Pakistan Today

EC and parliamentarians

Both should not go out of bounds

The utility of an independent election commission cannot be over emphasised; merely overseeing the election process is an undertaking nothing short of a Herculean task. There are practically numerous little things that have to be carefully scrutinised, managed and executed, all in a manner that leave no doubt on the functioning of the election commission itself. However, as power comes intertwined with responsibility, there are a number of pitfalls one has to take care of. As the environment during elections is usually running on steroids, there are bound to be instances where even honest attempts at setting the records straight might be construed as a hit on one party or the other.

And as it happens this is exactly the case with the Election Commission of Pakistan and the parliamentarians. In a bid to bring more transparency, the ECP has sent notices to 249 parliamentarians to get their degrees verified.
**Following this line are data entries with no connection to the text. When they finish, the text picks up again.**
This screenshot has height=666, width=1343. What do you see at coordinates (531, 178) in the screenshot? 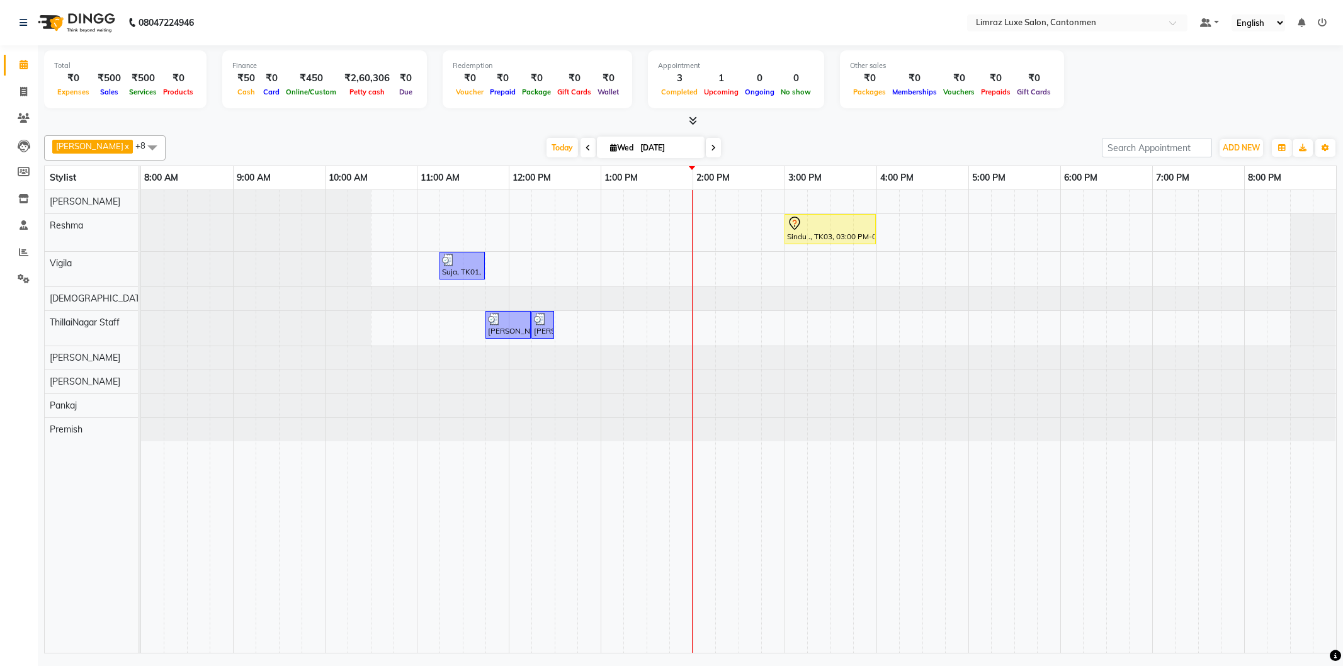
I see `a: 12:00 PM` at bounding box center [531, 178].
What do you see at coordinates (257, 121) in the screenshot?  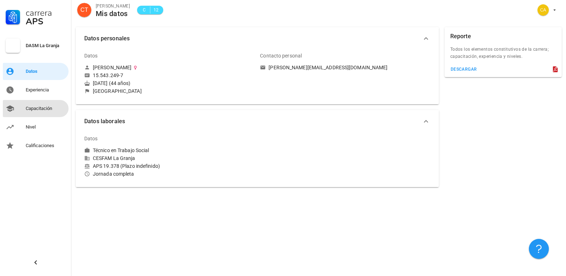 I see `button: Datos laborales` at bounding box center [257, 121].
Politicians have, however, taken it as an exception and termed the ECP to be biased, busy in ‘politician-bashing’ and ‘witch hunt’. They claim that this equals to pre-poll politicians bashing. The government is also irked by ECP’s decision to stop development funds, grants and hiring before the elections which the EC thinks could give an undue advantage to the government to change voters’ sympathies. Furthermore, the decision by the commission to publicise financial details about the families of parliamentarians has also not quite made it any favourite of theirs.
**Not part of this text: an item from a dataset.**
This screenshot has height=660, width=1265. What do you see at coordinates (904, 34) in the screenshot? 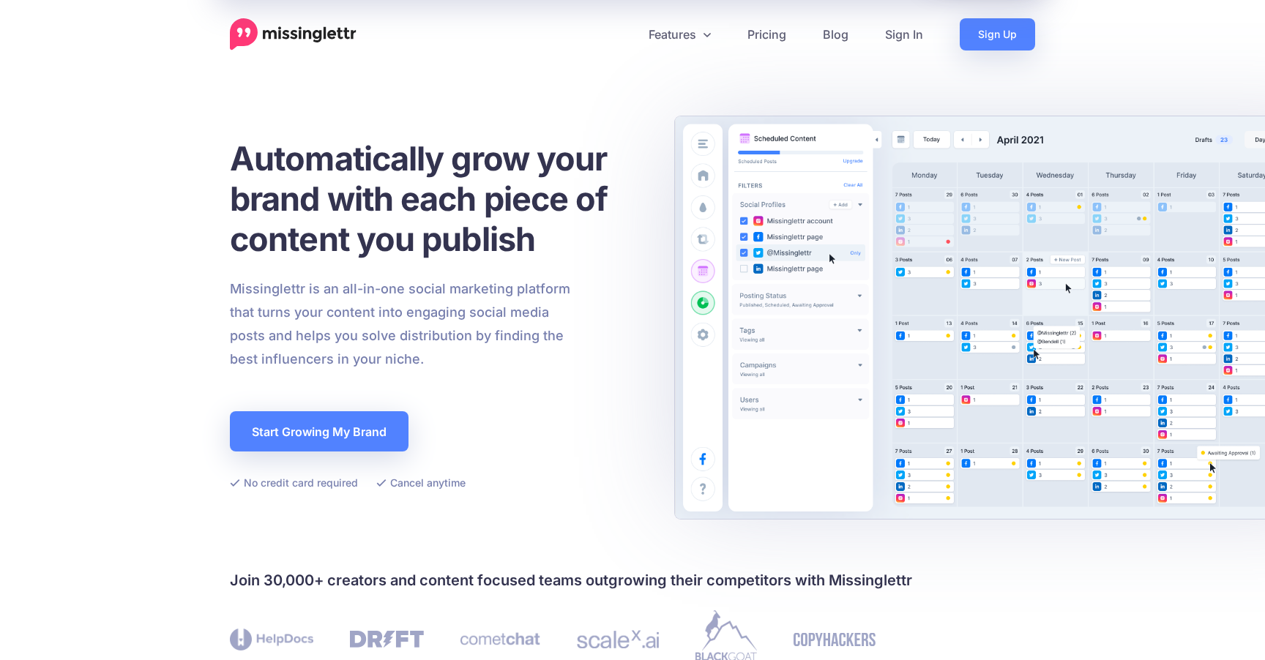
I see `a: Sign In` at bounding box center [904, 34].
Parliamentarians’ claim that the commission is not playing fair does not stand on its own though the commission might have done better by keeping the notices discreet and had kept in mind their privacy, and in certain cases security. The EC, being a non-elected body, lacks the trust the people depose in politicians when they vote them into power. Steps such as it has taken were sure to cause quite a bit of uproar. Accusations of indulging in ‘politician-bashing’ and ‘witch hunting’ were bound to ensue. Some would even say the language of the notice issued to the politicians and the mere fact that it was released to media smacks full of bias against politicians. The EC is treading troubled waters; it must not make it any more difficult for democracy to sustain and flourish by taking any unconstitutional step like delaying elections, neither should it opt for any arbitrary measure that could compromise the its integrity and impact the holding of elections.

The formation of a bipartisan committee by the House to plead for a more respectable treatment by the EC is a step in the right direction; however, politicians should not become a part of the problem and comply with the constitutional requirements. Same goes for the EC as well.